Wednesday, January 6, 2010

How To Fix The Bowls


30 years ago, when I was a small human, college bowl season was the most wonderful time of the year. I would get a large poster board, list all 15 bowl games (complete with team logos and stadium information), and hang it on my bedroom wall. I would then watch each and every game, filling in the final scores on my big board. New Year's Day was the crescendo. Four big games--Rose, Cotton, Orange and Sugar. Afterwards, I would be spent, but happy.

Today? Like most sports fans, I couldn't care any less about the bowls, save for the BCS National Championship game. Today we have 34 bowl games. One matters. 33 games that nobody cares about. And, beginning on December 19th, the bowls come at us thick and fast in no particular order of importance. The GMAC Bowl sandwiched between the Orange and BCS Title game? The Alamo Bowl AFTER New Year's Day? The Gator Bowl ON New Year's Day? Are they just TRYING to piss us off at this point?

Bonus points if you know where the Emerald Bowl, EagleBank Bowl or International Bowl are played. Bigger bonus points if you can name the teams that played in them. 34 bowl games means we have 68 of the 119 division one football teams being rewarded with postseason play. 60 percent of the teams go to a bowl game. If we were to invite the same percentage of teams to the NCAA postseason basketball tournament, it would go from a field of 64 to a field of 200! We are to the point where some teams exit their bowl game with a losing record. Why would a .500 team be invited to a bowl game? Why would a team that lost as many as it won deserve a reward?

The single worst term in sports today is "bowl eligible". What does that mean? That you went .500? It means even less now that teams don't have to have at least 6 wins over division one teams. That's right, you can schedule as many games as you can against The School For The Blind and those wins (if you can beat TSFTB) count toward being 'bowl eligible'. Simply ridiculous. If I were a coach or athletic director of a team that was 6-6, I would never, ever accept a bowl bid. It's humiliating.

HOW TO FIX IT

I present to you my five step program to fix the bowl games--to restore interest and credibility to college football's postseason:

Step One: No Bowls. 16 team college playoff. It will never happen.

Step Two: Since Step One will never happened, we cut the number of bowls from 34 to 15. In 1979, we had 15 bowls. Perfect. Not too many, but enough to make the schedule seem full. No trash teams. No .500 teams.

Step Three: Return to playing the games in order of importance. Bring back meaning and prestige to playing on New Year's Day. Don't play the PapaJohns.com Bowl after the Rose Bowl! Spare bowls early, big bowls late. Simple.

Step Four: Since the NCAA will ignore Steps One, Two and Three, let's at least eliminate all 6-6 teams. If you are 6-6, you are the epitome of mediocre. You have no business in the postseason. Go back to practice and work harder on becoming a winner who deserves something.

Step Five: Since the NCAA will ignore Steps One, Two, Three and Four, I introduce my most radical thought. If you are a 6-6 team and you are invited to a bowl game, you may accept the bid. However, if you lose your bowl game, you will not be eligible for a bowl game the following season, no matter what your record. It will make coaches and athletic directors think twice about rewarding mediocrity. Can you imagine the embarrassment of accepting a bowl bid at 6-6, losing that bowl, then going 12-0 the next season and not being able to play in a big BCS bowl?

THE FUTURE

I realize my plan has zero chance. It makes too much sense. I love college football, but my love is fading more and more each season. The NCAA is the single most screwed up entity in sports. The messy bowl system is just a small part of their problems.

The NCAA is actually considering adding a few more bowls. Ludicrous. How far are we from seeing 118 division one teams (not all 119--that would be silly) invited to a bowl? You laugh, but if the NCAA approves 5 more bowl games, we will be near 80 teams going to bowls. 80. Out of 119. Unreal. The NCAA has effectively taken all of the meaning and prestige out of playing in a bowl game. It means nothing.

It all falls in line with the trend in America these days. Reward the winners AND the losers. Everyone in the race gets a ribbon--the top three, the middle three, and the bottom three. It teaches nothing. No reason to try harder, little Jimmy who finished in 9th place--here's a ribbon! No reason to try harder, Texas A&M--you went .500, so here is a bowl bid!

Bear Bryant is rolling over in his grave. And my eyes are rolling into the back of my head as I try to stomach Idaho vs Bowling Green in the Roady's Humanitarian Bowl.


Problem to work on → Each entry below must come back exactly as written, without its pictures.

*** Source data Section Begins ***

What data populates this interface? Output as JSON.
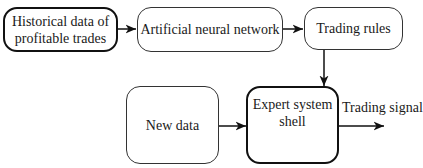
{
  "diagram": {
    "nodes": [
      {
        "id": "historical",
        "label_line1": "Historical data of",
        "label_line2": "profitable trades",
        "emphasis": "bold"
      },
      {
        "id": "ann",
        "label": "Artificial neural network",
        "emphasis": "normal"
      },
      {
        "id": "rules",
        "label": "Trading rules",
        "emphasis": "normal"
      },
      {
        "id": "newdata",
        "label": "New data",
        "emphasis": "normal"
      },
      {
        "id": "ess",
        "label_line1": "Expert system",
        "label_line2": "shell",
        "emphasis": "bold"
      }
    ],
    "edges": [
      {
        "from": "historical",
        "to": "ann"
      },
      {
        "from": "ann",
        "to": "rules"
      },
      {
        "from": "rules",
        "to": "ess"
      },
      {
        "from": "newdata",
        "to": "ess"
      },
      {
        "from": "ess",
        "to": "output",
        "label": "Trading signal"
      }
    ],
    "output_label": "Trading signal"
  }
}
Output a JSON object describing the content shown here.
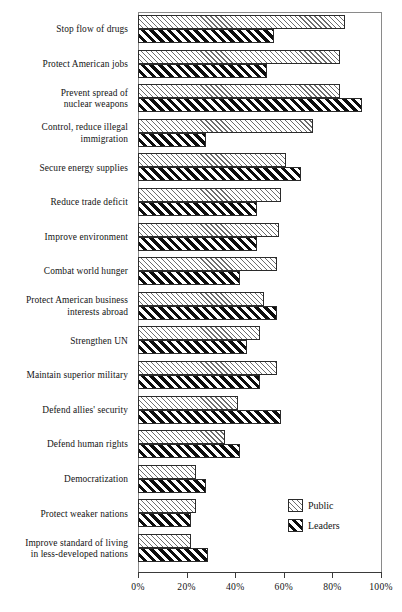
{
  "chart_data": {
    "type": "bar",
    "orientation": "horizontal",
    "title": "",
    "subtitle": "",
    "xlabel": "",
    "ylabel": "",
    "xlim": [
      0,
      100
    ],
    "xtick_labels": [
      "0%",
      "20%",
      "40%",
      "60%",
      "80%",
      "100%"
    ],
    "xtick_values": [
      0,
      20,
      40,
      60,
      80,
      100
    ],
    "grid": false,
    "legend_position": "inside-bottom-right",
    "categories": [
      "Stop flow  of drugs",
      "Protect American jobs",
      "Prevent spread of\nnuclear weapons",
      "Control, reduce illegal\nimmigration",
      "Secure energy supplies",
      "Reduce trade deficit",
      "Improve environment",
      "Combat world hunger",
      "Protect American business\ninterests abroad",
      "Strengthen UN",
      "Maintain superior military",
      "Defend allies' security",
      "Defend human rights",
      "Democratization",
      "Protect weaker nations",
      "Improve standard of living\nin less-developed nations"
    ],
    "series": [
      {
        "name": "Public",
        "hatch": "thin-forward",
        "values": [
          85,
          83,
          83,
          72,
          61,
          59,
          58,
          57,
          52,
          50,
          57,
          41,
          36,
          24,
          24,
          22
        ]
      },
      {
        "name": "Leaders",
        "hatch": "thick-forward",
        "values": [
          56,
          53,
          92,
          28,
          67,
          49,
          49,
          42,
          57,
          45,
          50,
          59,
          42,
          28,
          22,
          29
        ]
      }
    ]
  },
  "legend": {
    "items": [
      {
        "label": "Public",
        "key": "public"
      },
      {
        "label": "Leaders",
        "key": "leaders"
      }
    ]
  },
  "colors": {
    "axis": "#3a3a3a",
    "frame": "#8a8a8a",
    "text": "#141414",
    "public_hatch": "#6d6d6d",
    "leaders_hatch": "#0d0d0d",
    "background": "#ffffff"
  }
}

*** Source data Section Ends ***

Task solution →
What data populates this interface? Output as JSON.
{
  "diagram": {
    "nodes": [
      {
        "id": "historical",
        "label_line1": "Historical data of",
        "label_line2": "profitable trades",
        "emphasis": "bold"
      },
      {
        "id": "ann",
        "label": "Artificial neural network",
        "emphasis": "normal"
      },
      {
        "id": "rules",
        "label": "Trading rules",
        "emphasis": "normal"
      },
      {
        "id": "newdata",
        "label": "New data",
        "emphasis": "normal"
      },
      {
        "id": "ess",
        "label_line1": "Expert system",
        "label_line2": "shell",
        "emphasis": "bold"
      }
    ],
    "edges": [
      {
        "from": "historical",
        "to": "ann"
      },
      {
        "from": "ann",
        "to": "rules"
      },
      {
        "from": "rules",
        "to": "ess"
      },
      {
        "from": "newdata",
        "to": "ess"
      },
      {
        "from": "ess",
        "to": "output",
        "label": "Trading signal"
      }
    ],
    "output_label": "Trading signal"
  }
}
Output a JSON object describing the content shown here.
{
  "chart_data": {
    "type": "bar",
    "orientation": "horizontal",
    "title": "",
    "subtitle": "",
    "xlabel": "",
    "ylabel": "",
    "xlim": [
      0,
      100
    ],
    "xtick_labels": [
      "0%",
      "20%",
      "40%",
      "60%",
      "80%",
      "100%"
    ],
    "xtick_values": [
      0,
      20,
      40,
      60,
      80,
      100
    ],
    "grid": false,
    "legend_position": "inside-bottom-right",
    "categories": [
      "Stop flow  of drugs",
      "Protect American jobs",
      "Prevent spread of\nnuclear weapons",
      "Control, reduce illegal\nimmigration",
      "Secure energy supplies",
      "Reduce trade deficit",
      "Improve environment",
      "Combat world hunger",
      "Protect American business\ninterests abroad",
      "Strengthen UN",
      "Maintain superior military",
      "Defend allies' security",
      "Defend human rights",
      "Democratization",
      "Protect weaker nations",
      "Improve standard of living\nin less-developed nations"
    ],
    "series": [
      {
        "name": "Public",
        "hatch": "thin-forward",
        "values": [
          85,
          83,
          83,
          72,
          61,
          59,
          58,
          57,
          52,
          50,
          57,
          41,
          36,
          24,
          24,
          22
        ]
      },
      {
        "name": "Leaders",
        "hatch": "thick-forward",
        "values": [
          56,
          53,
          92,
          28,
          67,
          49,
          49,
          42,
          57,
          45,
          50,
          59,
          42,
          28,
          22,
          29
        ]
      }
    ]
  },
  "legend": {
    "items": [
      {
        "label": "Public",
        "key": "public"
      },
      {
        "label": "Leaders",
        "key": "leaders"
      }
    ]
  },
  "colors": {
    "axis": "#3a3a3a",
    "frame": "#8a8a8a",
    "text": "#141414",
    "public_hatch": "#6d6d6d",
    "leaders_hatch": "#0d0d0d",
    "background": "#ffffff"
  }
}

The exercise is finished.